Ive been realising recently that people’s words can betray them, an attitude, a pretense, a value they wouldn’t state openly, but they reveal it by the words they use to describe and converse. The response to this is not harsh criticism but thoughtful reflection on the attitudes, pretenses and values that we ‘bring to the table’ so to speak.
This, I think, has been the most meaningful understanding in my study of Christian ethics over the last two years. An Understanding that we all have our lenses, we all have our history and emotions, and we can’t demonise them in ways that deny who we are and who we’ve been made to be while accepting the challenge of following Jesus.
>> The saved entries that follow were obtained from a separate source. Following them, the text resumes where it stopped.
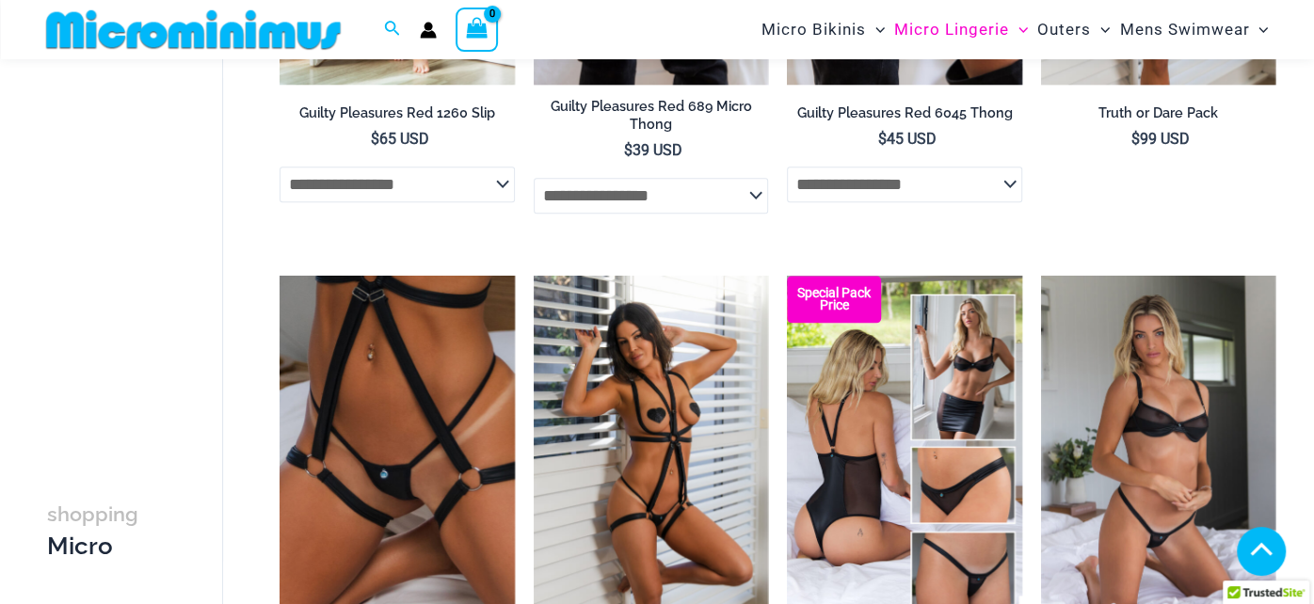 This screenshot has height=604, width=1314. What do you see at coordinates (906, 138) in the screenshot?
I see `bdi: 45 USD` at bounding box center [906, 138].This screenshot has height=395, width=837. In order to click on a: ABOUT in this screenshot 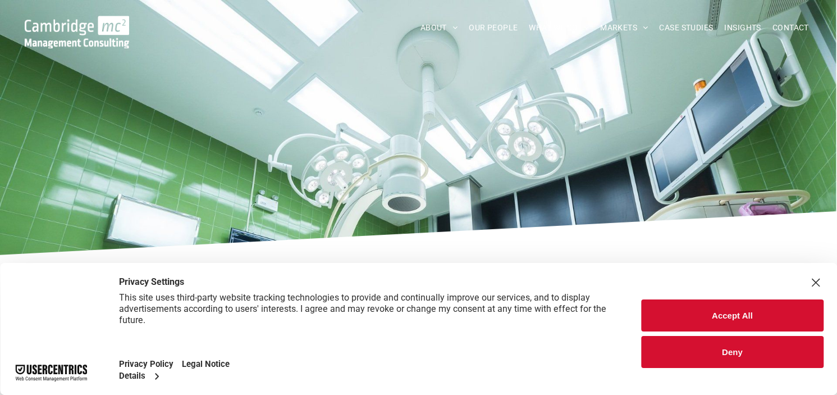, I will do `click(439, 27)`.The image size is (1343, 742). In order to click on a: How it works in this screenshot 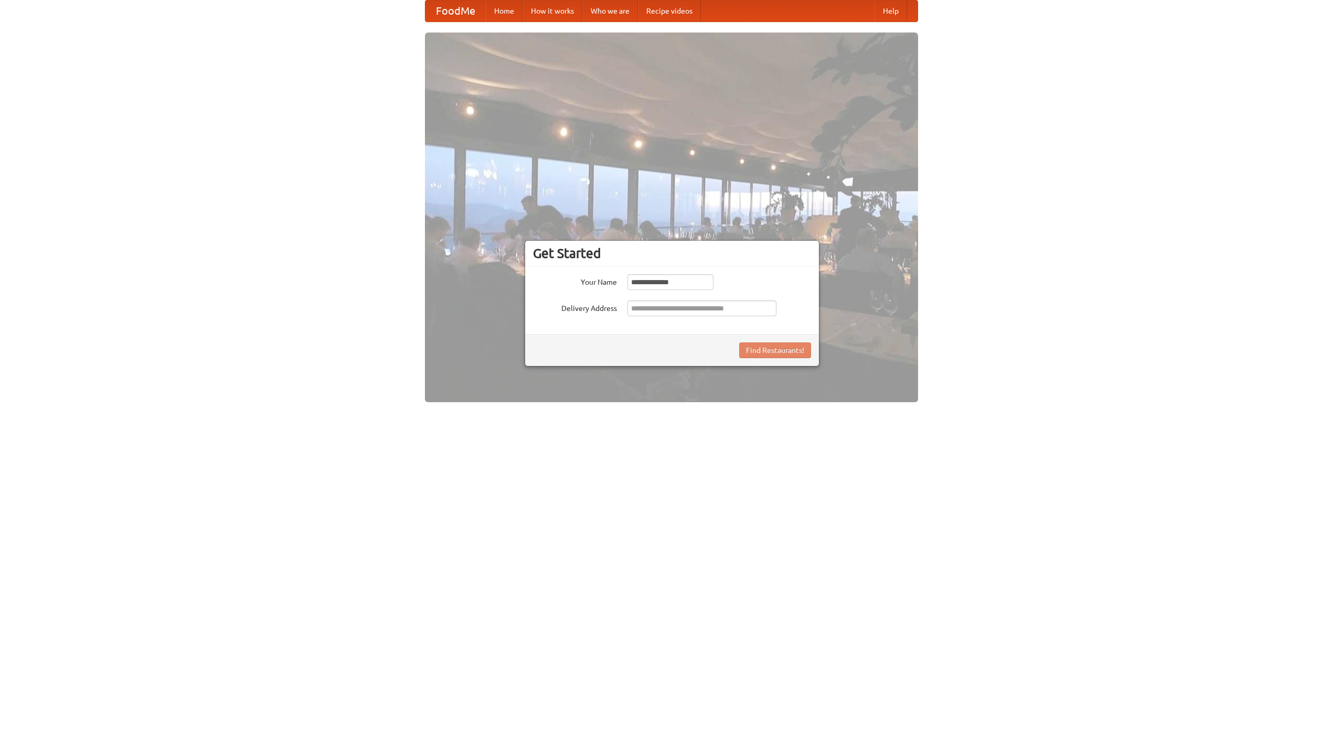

In relation to this Andrew Jones pointed out an interesting distinction between two terms used to describe models of mission/church planting which were discussed at Dallas Theological Seminary.
- I think when we shift the word missional to incarnational (session 3) then we lose something of the cost, commitment and creative strategy of being sent, as Christ was sent by the Father, into a new and different culture. The incarnation of Christ is the model for mission but to lose the cross-cultural focus by shifting the emphasis from missional to pastoral or evangelistic is by-pass the pressing challenge of a vastly different post-Christian environment in which we are sent with good news.
I think this is a very intriguing aspect of mission, establishing balance between mission and incarnation in a world which is altogether ‘other’ than the kingdom we are called to be a part of.